There’s much to hate in the National Defense Authorization Act (NDAA) for FY2020, which passed out of conference committee late yesterday evening (story here, summary in .pdf here). I suspect my colleagues will unpack or attack some of the details, but I’m generally annoyed by the top line – $738 billion – at a time when the annual federal budget deficit surpasses $1 trillion. The utter failure of elected officials in both parties to come to grips with our fiscal catastrophe, and align our overly ambitious strategy with our obvious resource constraints is frustrating in the extreme. If this NDAA passes, which seems all but certain, it will be yet another sign of how U.S. foreign policy is writing checks that Americans dare not cash.

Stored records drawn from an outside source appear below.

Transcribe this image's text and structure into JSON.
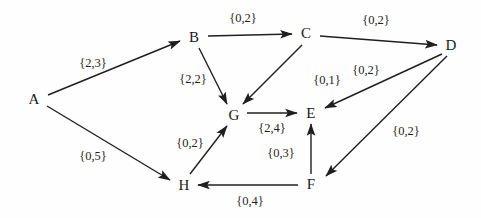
{
  "diagram": {
    "type": "directed-graph",
    "title": "",
    "background_color": "#fefefe",
    "stroke_color": "#1f1f1f",
    "nodes": [
      {
        "id": "A",
        "label": "A",
        "x": 34,
        "y": 99
      },
      {
        "id": "B",
        "label": "B",
        "x": 194,
        "y": 37
      },
      {
        "id": "C",
        "label": "C",
        "x": 306,
        "y": 33
      },
      {
        "id": "D",
        "label": "D",
        "x": 451,
        "y": 45
      },
      {
        "id": "E",
        "label": "E",
        "x": 311,
        "y": 113
      },
      {
        "id": "F",
        "label": "F",
        "x": 311,
        "y": 184
      },
      {
        "id": "G",
        "label": "G",
        "x": 234,
        "y": 115
      },
      {
        "id": "H",
        "label": "H",
        "x": 184,
        "y": 185
      }
    ],
    "edges": [
      {
        "from": "A",
        "to": "B",
        "label": "{2,3}",
        "label_x": 93,
        "label_y": 63,
        "x1": 48,
        "y1": 95,
        "x2": 180,
        "y2": 41
      },
      {
        "from": "A",
        "to": "H",
        "label": "{0,5}",
        "label_x": 93,
        "label_y": 156,
        "x1": 47,
        "y1": 106,
        "x2": 170,
        "y2": 180
      },
      {
        "from": "B",
        "to": "C",
        "label": "{0,2}",
        "label_x": 243,
        "label_y": 18,
        "x1": 208,
        "y1": 36,
        "x2": 292,
        "y2": 34
      },
      {
        "from": "B",
        "to": "G",
        "label": "{2,2}",
        "label_x": 193,
        "label_y": 79,
        "x1": 199,
        "y1": 48,
        "x2": 227,
        "y2": 104
      },
      {
        "from": "C",
        "to": "D",
        "label": "{0,2}",
        "label_x": 376,
        "label_y": 20,
        "x1": 320,
        "y1": 36,
        "x2": 437,
        "y2": 45
      },
      {
        "from": "C",
        "to": "G",
        "label": "{0,1}",
        "label_x": 327,
        "label_y": 80,
        "x1": 302,
        "y1": 45,
        "x2": 243,
        "y2": 104
      },
      {
        "from": "D",
        "to": "E",
        "label": "{0,2}",
        "label_x": 366,
        "label_y": 70,
        "x1": 442,
        "y1": 54,
        "x2": 325,
        "y2": 108
      },
      {
        "from": "D",
        "to": "F",
        "label": "{0,2}",
        "label_x": 406,
        "label_y": 131,
        "x1": 447,
        "y1": 56,
        "x2": 326,
        "y2": 176
      },
      {
        "from": "F",
        "to": "E",
        "label": "{0,3}",
        "label_x": 281,
        "label_y": 153,
        "x1": 311,
        "y1": 174,
        "x2": 311,
        "y2": 124
      },
      {
        "from": "F",
        "to": "H",
        "label": "{0,4}",
        "label_x": 250,
        "label_y": 201,
        "x1": 298,
        "y1": 185,
        "x2": 198,
        "y2": 185
      },
      {
        "from": "G",
        "to": "E",
        "label": "{2,4}",
        "label_x": 272,
        "label_y": 128,
        "x1": 247,
        "y1": 113,
        "x2": 297,
        "y2": 113
      },
      {
        "from": "H",
        "to": "G",
        "label": "{0,2}",
        "label_x": 190,
        "label_y": 143,
        "x1": 190,
        "y1": 174,
        "x2": 227,
        "y2": 126
      }
    ]
  }
}
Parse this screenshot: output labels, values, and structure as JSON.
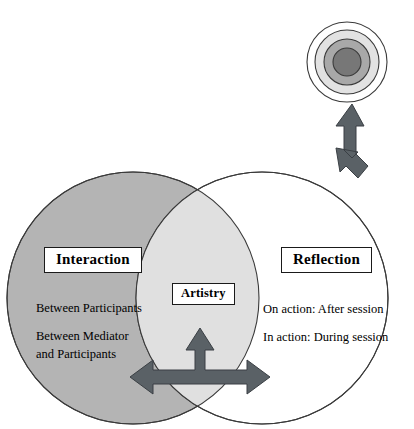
{
  "diagram": {
    "type": "venn-diagram-with-arrows",
    "title_text": "",
    "background_color": "#ffffff",
    "circles": {
      "interaction": {
        "label": "Interaction",
        "fill_color": "#b4b4b4",
        "stroke_color": "#3a3a3a",
        "center_x": 133,
        "center_y": 298,
        "radius": 126,
        "details": [
          "Between Participants",
          "Between Mediator and Participants"
        ],
        "detail_lines": [
          "Between Participants",
          "Between Mediator",
          "and Participants"
        ]
      },
      "reflection": {
        "label": "Reflection",
        "fill_color": "#ffffff",
        "stroke_color": "#3a3a3a",
        "center_x": 262,
        "center_y": 298,
        "radius": 126,
        "details": [
          "On action: After session",
          "In action: During session"
        ]
      },
      "overlap": {
        "label": "Artistry",
        "fill_color": "#e0e0e0",
        "stroke_color": "#3a3a3a"
      }
    },
    "target": {
      "name": "concentric-target",
      "center_x": 347,
      "center_y": 62,
      "rings": [
        {
          "radius": 40,
          "fill": "#ffffff",
          "stroke": "#3a3a3a"
        },
        {
          "radius": 32,
          "fill": "#e2e2e2",
          "stroke": "#3a3a3a"
        },
        {
          "radius": 23,
          "fill": "#a8a8a8",
          "stroke": "#3a3a3a"
        },
        {
          "radius": 14,
          "fill": "#777777",
          "stroke": "#3a3a3a"
        }
      ]
    },
    "arrows": {
      "fill_color": "#5a6166",
      "stroke_color": "#3a3f44",
      "upper": {
        "name": "bent-double-arrow-reflection-to-target",
        "directions": [
          "up",
          "down-left"
        ]
      },
      "lower": {
        "name": "tri-directional-arrow",
        "directions": [
          "up",
          "left",
          "right"
        ]
      }
    },
    "colors": {
      "interaction_gray": "#b4b4b4",
      "overlap_gray": "#e0e0e0",
      "arrow_slate": "#5a6166",
      "outline_black": "#3a3a3a",
      "text_black": "#000000"
    }
  }
}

But another part of the NDAA is utterly infuriating – the decision by the conferees to strip out two provisions that would have compelled Congress to revisit the 18‐​year old Authorization for Use of Military Force (AUMF) passed after 9/11, and the Iraq war AUMF of 2002, and a separate but related provision stipulating that that authority did not grant the White House carte blanche for initiating a war with Iran, something that senior Trump administration officials have suggested. Both measures were passed in the House version of the NDAA, and with bipartisan support. The Senate, however, especially Senate Republicans, refused to consider such measures.

The oath of office that every member of Congress takes is not so dissimilar to that taken by members of the military: most importantly, they pledge to “support and defend the Constitution.” And that Constitution clearly states that the nation’s war powers are vested in the Legislative branch, not the Executive. In short, members of Congress who have refused to revisit the AUMF are, in effect, engaged in a dereliction of duty. But those who have blocked any consideration of the question, as has just happened, are guilty of a far greater breach of trust: they are actively subverting the Constitution. Shame on them.

This brazen attempt to prevent public oversight of America’s longest war might again pass unnoticed, were it not for the shocking revelations contained in a blockbuster Washington Post report yesterday. The report reveals that U.S. officials have been engaged in a protracted campaign to mislead the American people. Under three successive presidents — George W. Bush, Barack Obama, and Donald Trump — who all promised to avoid getting sucked into an open‐​ended nation‐​building mission, civilian and military leaders, writes the Post’s Craig Whitlock “failed to tell the truth about the war in Afghanistan…, making rosy pronouncements they knew to be false and hiding unmistakable evidence the war had become unwinnable.”

Such revelations are not all that surprising, sadly. Drawing on an important Cato study that he co‐​wrote with John Mueller earlier this year, John Glaser explains how U.S. leaders, “have rather persistently depicted a rosier picture than the facts warranted,” and he concludes that “this dishonesty, in fact, is a big part of why the war persists.”

There may be a ray of hope on the horizon, however. While at least some of their fellow senators are actively engaged in a campaign to thwart meaningful oversight of this never‐​ending war, New York Senator Kirsten Gillibrand and Connecticut Senator Richard Blumenthal yesterday declared that the Post’s revelations compelled public hearings. They are correct. But, as minority members on the Armed Services Committee, they can’t force such an inquiry. Who among the many GOP senators who have, in the past, spoken eloquently about the need to claw back the war powers will take up the mantle? Who else in the Senate believes that the American people deserve to know the truth about the war in Afghanistan? Who is this generation’s J. William Fulbright?